An Akka/Scala promise that requires two actors to complete

一个人想着一个人 提交于 2019-12-06 13:20:34

You are right not to want to use ask -- that should be avoided when possible.

Here is how you can send Promises to buyer and seller actors, then compose the corresponding Futures and arrange to process the transaction when the Promises are fulfilled.

import scala.concurrent.{future, promise}
import scala.concurrent.ExecutionContext.Implicits.global

val  fundsPromise = promise[Funds]
val sharesPromise = promise[Shares]

 buyerActor ! GetFunds(amount, fundsPromise)
sellerActor ! GetShares(numShares, stock, sharesPromise)

val futureFunds =   fundsPromise.future
val futureShares = sharesPromise.future

val purchase =
  for { funds <- futureFunds; shares <- futureShares }
    yield transact(funds, shares)

purchase onComplete {
  case Success(transactionResult) =>
     buyerActor ! PutShares(numShares)
    sellerActor ! PutFunds(amount)
    // tell somebody it worked
  case Failure(t) =>
    futureFunds  onSuccess { case _ =>  buyerActor ! PutFunds(amount) }
    futureShares onSuccess { case _ => sellerActor ! PutShares(numShares) }
    // tell somebody it failed because of t
}

Note that the ultimate result can be failure for several reasons: because you could not get the funds from the buyer, because you could not get the shares from the seller, or because something went wrong in transact. So on failure we check the funds and shares futures to see whether we got them, and if so we give back what we took.

Also note that we close over amount and numShares in futures, which means that you want them to be vals. If they were vars, you could end up using the wrong values when the futures actually run.

As bsmk points out, this assumes that buyerActor and sellerActor are in the same JVM as the above code. If not, you could have a local actor handle the promise upon hearing from the remote actor; if there is a better way, please let me know in the comments.

You could do something like the following:

def querySellingActor(seller : ActorRef) : Future[Boolean] = ???
def queryBuyingActor(buyer : ActorRef ) : Future[Boolean] = ???

// Calling these outside the for-comprehension 
// ensures that they are really parallel
val f1 = querySellingActor(sellerActor)
val f2 = queryBuyingActor(buyerActor)

val niceResult = for{
   sellerCanSell <- f1
   buyerCanBuy <- f2
} yield { sellerCanSell && buyerCanBuy }

niceResult is now a Future[Boolean] that can be passed around and you can install your call-backs on it.

I would use the short lived actor pattern, you should use the ask pattern only if you really need to:

case object TransactionTimeout
case class NewTransaction(buyer: ActorRef, seller: ActorRef)

class TransactionHandlerActor extends Actor with ActorLogging {

  var _scheduled: Cancellable = null
  var resultReceiver = Actor.noSender
  var hasBuyerAnswered = false
  var hasSellerAnswered = false

  def receive: Receive = {
    case NewTransaction(buyer, seller) =>
      resultReceiver = sender()
      buyer ! BuyRequest(...)
      seller ! SellRequest(...)
      _scheduled = context.system.scheduler.scheduleOnce(5 seconds)(self ! TransactionTimeout)

    case TransactionTimeout =>
      resultReceiver ! TransactionError(...)
      context.stop(self)

    case BuyerResponse(...) =>
      hasBuyerAnswered = true
      checkIfComplete()
    case SellerResponse(...) =>
      hasSellerAnswered = true
      checkIfComplete()
  }

  def checkIfComplete() = {
    if(hasBuyerAnswered && hasSellerAnswered) {
      /* finalize operation */
      resultReceiver ! TransactionCompleted(...)
      _scheduled.cancel()
      context.stop(self)
    }
  }
}

Basically the temporary actor handles the transaction and stops himself when finished, the timeout is there to ensure that he won't wait forever for a response. This is a very simple example of what you can do, code is untested.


▶ TASK DETAILS: Begin with the line that holds "The image size" and retype through the last line of the listing below, exactly; pictures are not part of the copy.
BEGIN DATA IN THIS EXERCISE
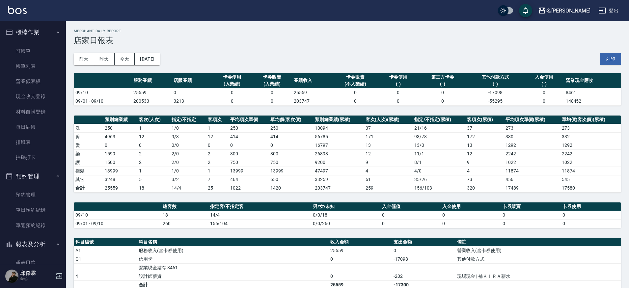  I want to click on a: 現金收支登錄, so click(33, 96).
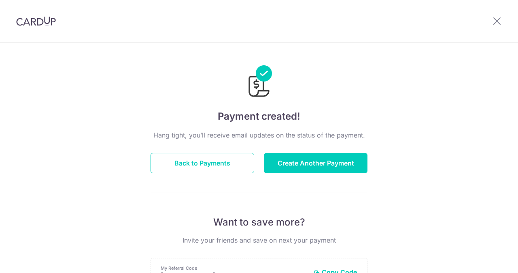 The width and height of the screenshot is (518, 273). I want to click on img: CardUp, so click(36, 21).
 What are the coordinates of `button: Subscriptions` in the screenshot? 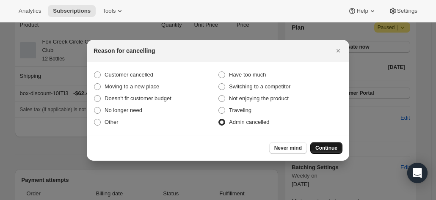 It's located at (72, 11).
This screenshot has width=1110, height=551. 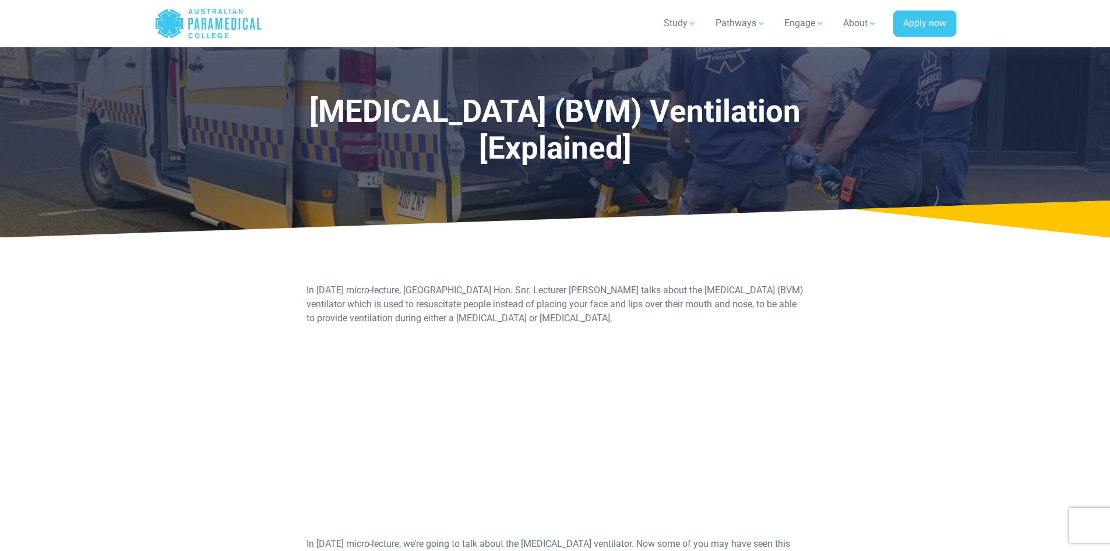 I want to click on a: Engage, so click(x=804, y=23).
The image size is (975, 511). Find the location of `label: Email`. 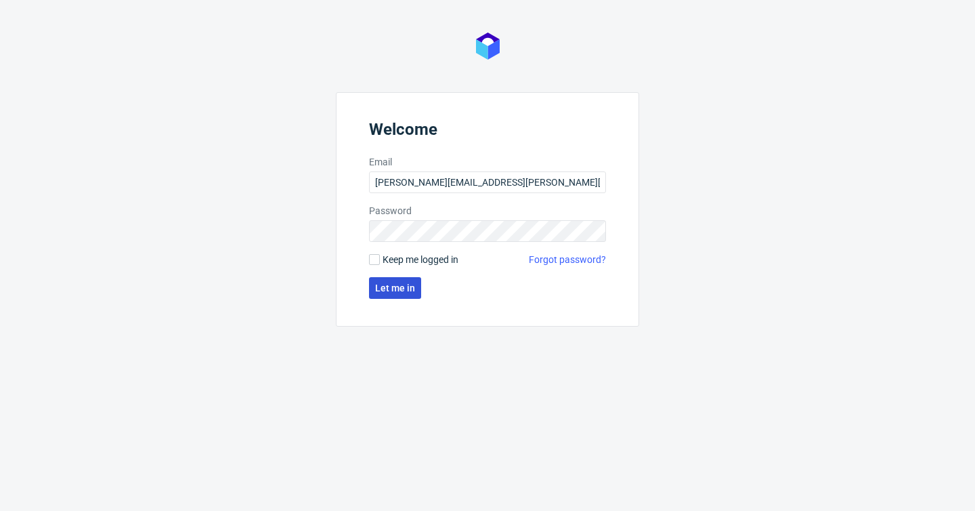

label: Email is located at coordinates (488, 162).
END DATA IN THIS EXERCISE
▶ PROBLEM SOLUTION:
The image size is (975, 511). Find the location of `label: Email`. 

label: Email is located at coordinates (488, 162).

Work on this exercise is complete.